Supervisor Janice Hahn proposed launching the "Bringing Our Loved Ones Home" effort, telling colleagues she was moved to do so after getting involved in the search for a missing Manhattan Beach resident...
Her family worries that Paulikas may be in a residential care center as a Jane Doe. She is in good health, but the highly-educated, once accomplished professional now communicates at the developmental stage of a 4-year-old, according to Hahn.
Despite 6 months of outreach, Manhattan Beach woman is still missing
http://www.dailybreeze.com/general-...treach-manhattan-beach-woman-is-still-missing
LACMA film screening to call attention to missing Manhattan Beach woman Nancy Paulikas
Nearly a year since a Manhattan Beach woman with early-onset Alzheimer's disease went missing after an outing at the Los Angeles County Museum of Art, her family will renew attention to the case with a film screening at the museum this weekend.
A recent KCET SoCal Connected episode profiling missing Manhattan Beach woman Nancy Paulikas will air two more times this week.
The 11-minute segment, titled Wheres Nancy?, will run at 8 p.m. Tuesday and 6:30 p.m. Sunday and also is available online.
It premiered Nov. 7 in the fifth episode of the award-winning weekly news programs eighth season.
Reaching the right person
Paulikas, a 56-year-old Alzheimers patient, wandered from a family outing to the Los Angeles County Museum of Art on Oct. 15, 2016.
Hello all,
New member -longtime viewer here. Facebook post last night indicates that Nancy Paulikas has not yet been found!$30,000 reward.
Welcome CatfancierSJ. Thanks for the update.
I found a blog about Nancy being missing that talks about the reward: http://nancyismissing.blogspot.com/
News interview with Nancy's husband: https://www.kcet.org/shows/socal-connected/wheres-nancy
I wish there was some sort of campaign to contact the many medical facilities (medical, convalescent, mental) in effort to identify the swarms of UID Jonh/Jane Does that are being cared for in them.
I agree GigTu. It often seems like they don't even try to identify them until after they die. I can think of several JD's in NaMus that spent YEARS in hospitals without their identity being known and after they died they got entered to try to find their family. Are the current healthcare privacy laws preventing some kind of database for the unidentified LIVING? It's beyond heartbreaking for families like Nancy's that would rather be taking care of her themselves.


# Exercise
Copy the lines below as they are; omit the images they contain.
————
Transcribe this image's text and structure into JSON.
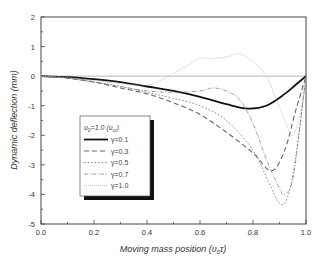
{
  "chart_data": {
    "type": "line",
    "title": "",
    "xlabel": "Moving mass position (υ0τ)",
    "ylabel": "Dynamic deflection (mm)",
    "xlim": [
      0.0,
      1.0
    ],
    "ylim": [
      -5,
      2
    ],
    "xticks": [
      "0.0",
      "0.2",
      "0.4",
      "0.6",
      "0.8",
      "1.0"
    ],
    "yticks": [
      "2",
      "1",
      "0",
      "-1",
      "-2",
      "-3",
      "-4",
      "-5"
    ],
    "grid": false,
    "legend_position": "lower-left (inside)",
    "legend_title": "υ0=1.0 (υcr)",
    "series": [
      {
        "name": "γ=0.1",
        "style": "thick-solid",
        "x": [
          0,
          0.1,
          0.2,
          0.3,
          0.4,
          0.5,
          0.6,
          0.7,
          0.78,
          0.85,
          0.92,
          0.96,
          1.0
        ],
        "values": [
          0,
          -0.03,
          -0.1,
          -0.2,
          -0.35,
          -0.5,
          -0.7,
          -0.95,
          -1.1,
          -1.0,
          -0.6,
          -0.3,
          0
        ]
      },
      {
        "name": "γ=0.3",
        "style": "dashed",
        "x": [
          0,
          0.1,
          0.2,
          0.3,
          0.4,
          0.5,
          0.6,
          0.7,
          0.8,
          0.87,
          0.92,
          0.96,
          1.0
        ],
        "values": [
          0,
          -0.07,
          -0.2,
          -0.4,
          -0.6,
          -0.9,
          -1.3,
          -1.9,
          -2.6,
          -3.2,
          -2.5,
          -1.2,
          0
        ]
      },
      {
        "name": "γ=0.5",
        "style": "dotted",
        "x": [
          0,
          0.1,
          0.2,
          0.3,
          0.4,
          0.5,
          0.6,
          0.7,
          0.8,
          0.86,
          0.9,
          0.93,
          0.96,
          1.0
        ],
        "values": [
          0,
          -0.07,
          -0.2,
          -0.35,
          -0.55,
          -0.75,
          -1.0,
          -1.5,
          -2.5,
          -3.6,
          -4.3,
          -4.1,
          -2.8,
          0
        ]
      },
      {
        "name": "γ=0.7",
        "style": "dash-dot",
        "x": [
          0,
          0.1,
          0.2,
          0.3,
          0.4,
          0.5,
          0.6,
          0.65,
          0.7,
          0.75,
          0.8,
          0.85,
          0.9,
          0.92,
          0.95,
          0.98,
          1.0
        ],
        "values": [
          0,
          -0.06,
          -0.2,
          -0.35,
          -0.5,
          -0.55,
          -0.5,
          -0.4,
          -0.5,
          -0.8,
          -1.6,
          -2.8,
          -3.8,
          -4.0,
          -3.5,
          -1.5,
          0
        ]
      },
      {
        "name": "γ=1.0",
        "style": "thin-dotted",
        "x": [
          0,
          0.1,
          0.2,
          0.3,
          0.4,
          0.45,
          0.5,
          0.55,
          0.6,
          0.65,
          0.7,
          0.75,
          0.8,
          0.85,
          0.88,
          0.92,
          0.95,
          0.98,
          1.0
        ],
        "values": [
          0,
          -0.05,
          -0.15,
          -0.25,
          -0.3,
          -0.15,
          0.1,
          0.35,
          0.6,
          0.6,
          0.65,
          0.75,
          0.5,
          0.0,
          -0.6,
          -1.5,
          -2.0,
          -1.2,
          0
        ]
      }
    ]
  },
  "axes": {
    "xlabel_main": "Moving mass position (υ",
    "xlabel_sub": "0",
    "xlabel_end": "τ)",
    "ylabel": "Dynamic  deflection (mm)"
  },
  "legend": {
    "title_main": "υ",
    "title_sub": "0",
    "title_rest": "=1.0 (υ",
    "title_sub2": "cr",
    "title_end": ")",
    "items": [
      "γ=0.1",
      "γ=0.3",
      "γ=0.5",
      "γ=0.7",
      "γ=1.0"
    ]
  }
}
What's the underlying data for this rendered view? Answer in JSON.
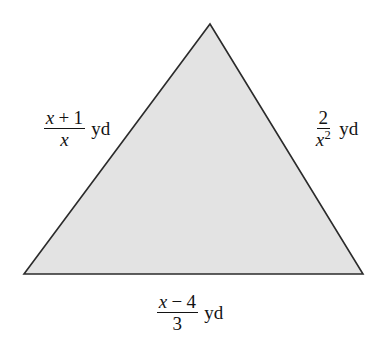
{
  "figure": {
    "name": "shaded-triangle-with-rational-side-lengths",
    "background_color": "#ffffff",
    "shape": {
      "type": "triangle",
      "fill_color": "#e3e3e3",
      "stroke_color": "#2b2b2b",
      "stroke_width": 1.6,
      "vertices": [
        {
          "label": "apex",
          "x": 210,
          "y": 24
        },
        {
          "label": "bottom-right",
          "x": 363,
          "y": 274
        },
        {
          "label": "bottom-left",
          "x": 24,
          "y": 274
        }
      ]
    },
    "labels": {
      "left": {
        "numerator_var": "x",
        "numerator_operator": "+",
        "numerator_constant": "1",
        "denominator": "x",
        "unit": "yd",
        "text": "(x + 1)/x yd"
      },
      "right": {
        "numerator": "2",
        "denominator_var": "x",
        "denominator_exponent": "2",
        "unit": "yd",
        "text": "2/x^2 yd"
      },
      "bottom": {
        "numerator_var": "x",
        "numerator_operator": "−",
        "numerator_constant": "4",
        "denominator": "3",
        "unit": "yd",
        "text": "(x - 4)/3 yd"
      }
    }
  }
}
————
# Solution to the exercise
Transcribe this image's text and structure into JSON.
{
  "chart_data": {
    "type": "line",
    "title": "",
    "xlabel": "Moving mass position (υ0τ)",
    "ylabel": "Dynamic deflection (mm)",
    "xlim": [
      0.0,
      1.0
    ],
    "ylim": [
      -5,
      2
    ],
    "xticks": [
      "0.0",
      "0.2",
      "0.4",
      "0.6",
      "0.8",
      "1.0"
    ],
    "yticks": [
      "2",
      "1",
      "0",
      "-1",
      "-2",
      "-3",
      "-4",
      "-5"
    ],
    "grid": false,
    "legend_position": "lower-left (inside)",
    "legend_title": "υ0=1.0 (υcr)",
    "series": [
      {
        "name": "γ=0.1",
        "style": "thick-solid",
        "x": [
          0,
          0.1,
          0.2,
          0.3,
          0.4,
          0.5,
          0.6,
          0.7,
          0.78,
          0.85,
          0.92,
          0.96,
          1.0
        ],
        "values": [
          0,
          -0.03,
          -0.1,
          -0.2,
          -0.35,
          -0.5,
          -0.7,
          -0.95,
          -1.1,
          -1.0,
          -0.6,
          -0.3,
          0
        ]
      },
      {
        "name": "γ=0.3",
        "style": "dashed",
        "x": [
          0,
          0.1,
          0.2,
          0.3,
          0.4,
          0.5,
          0.6,
          0.7,
          0.8,
          0.87,
          0.92,
          0.96,
          1.0
        ],
        "values": [
          0,
          -0.07,
          -0.2,
          -0.4,
          -0.6,
          -0.9,
          -1.3,
          -1.9,
          -2.6,
          -3.2,
          -2.5,
          -1.2,
          0
        ]
      },
      {
        "name": "γ=0.5",
        "style": "dotted",
        "x": [
          0,
          0.1,
          0.2,
          0.3,
          0.4,
          0.5,
          0.6,
          0.7,
          0.8,
          0.86,
          0.9,
          0.93,
          0.96,
          1.0
        ],
        "values": [
          0,
          -0.07,
          -0.2,
          -0.35,
          -0.55,
          -0.75,
          -1.0,
          -1.5,
          -2.5,
          -3.6,
          -4.3,
          -4.1,
          -2.8,
          0
        ]
      },
      {
        "name": "γ=0.7",
        "style": "dash-dot",
        "x": [
          0,
          0.1,
          0.2,
          0.3,
          0.4,
          0.5,
          0.6,
          0.65,
          0.7,
          0.75,
          0.8,
          0.85,
          0.9,
          0.92,
          0.95,
          0.98,
          1.0
        ],
        "values": [
          0,
          -0.06,
          -0.2,
          -0.35,
          -0.5,
          -0.55,
          -0.5,
          -0.4,
          -0.5,
          -0.8,
          -1.6,
          -2.8,
          -3.8,
          -4.0,
          -3.5,
          -1.5,
          0
        ]
      },
      {
        "name": "γ=1.0",
        "style": "thin-dotted",
        "x": [
          0,
          0.1,
          0.2,
          0.3,
          0.4,
          0.45,
          0.5,
          0.55,
          0.6,
          0.65,
          0.7,
          0.75,
          0.8,
          0.85,
          0.88,
          0.92,
          0.95,
          0.98,
          1.0
        ],
        "values": [
          0,
          -0.05,
          -0.15,
          -0.25,
          -0.3,
          -0.15,
          0.1,
          0.35,
          0.6,
          0.6,
          0.65,
          0.75,
          0.5,
          0.0,
          -0.6,
          -1.5,
          -2.0,
          -1.2,
          0
        ]
      }
    ]
  },
  "axes": {
    "xlabel_main": "Moving mass position (υ",
    "xlabel_sub": "0",
    "xlabel_end": "τ)",
    "ylabel": "Dynamic  deflection (mm)"
  },
  "legend": {
    "title_main": "υ",
    "title_sub": "0",
    "title_rest": "=1.0 (υ",
    "title_sub2": "cr",
    "title_end": ")",
    "items": [
      "γ=0.1",
      "γ=0.3",
      "γ=0.5",
      "γ=0.7",
      "γ=1.0"
    ]
  }
}
What's the underlying data for this rendered view? Answer in JSON.
{
  "figure": {
    "name": "shaded-triangle-with-rational-side-lengths",
    "background_color": "#ffffff",
    "shape": {
      "type": "triangle",
      "fill_color": "#e3e3e3",
      "stroke_color": "#2b2b2b",
      "stroke_width": 1.6,
      "vertices": [
        {
          "label": "apex",
          "x": 210,
          "y": 24
        },
        {
          "label": "bottom-right",
          "x": 363,
          "y": 274
        },
        {
          "label": "bottom-left",
          "x": 24,
          "y": 274
        }
      ]
    },
    "labels": {
      "left": {
        "numerator_var": "x",
        "numerator_operator": "+",
        "numerator_constant": "1",
        "denominator": "x",
        "unit": "yd",
        "text": "(x + 1)/x yd"
      },
      "right": {
        "numerator": "2",
        "denominator_var": "x",
        "denominator_exponent": "2",
        "unit": "yd",
        "text": "2/x^2 yd"
      },
      "bottom": {
        "numerator_var": "x",
        "numerator_operator": "−",
        "numerator_constant": "4",
        "denominator": "3",
        "unit": "yd",
        "text": "(x - 4)/3 yd"
      }
    }
  }
}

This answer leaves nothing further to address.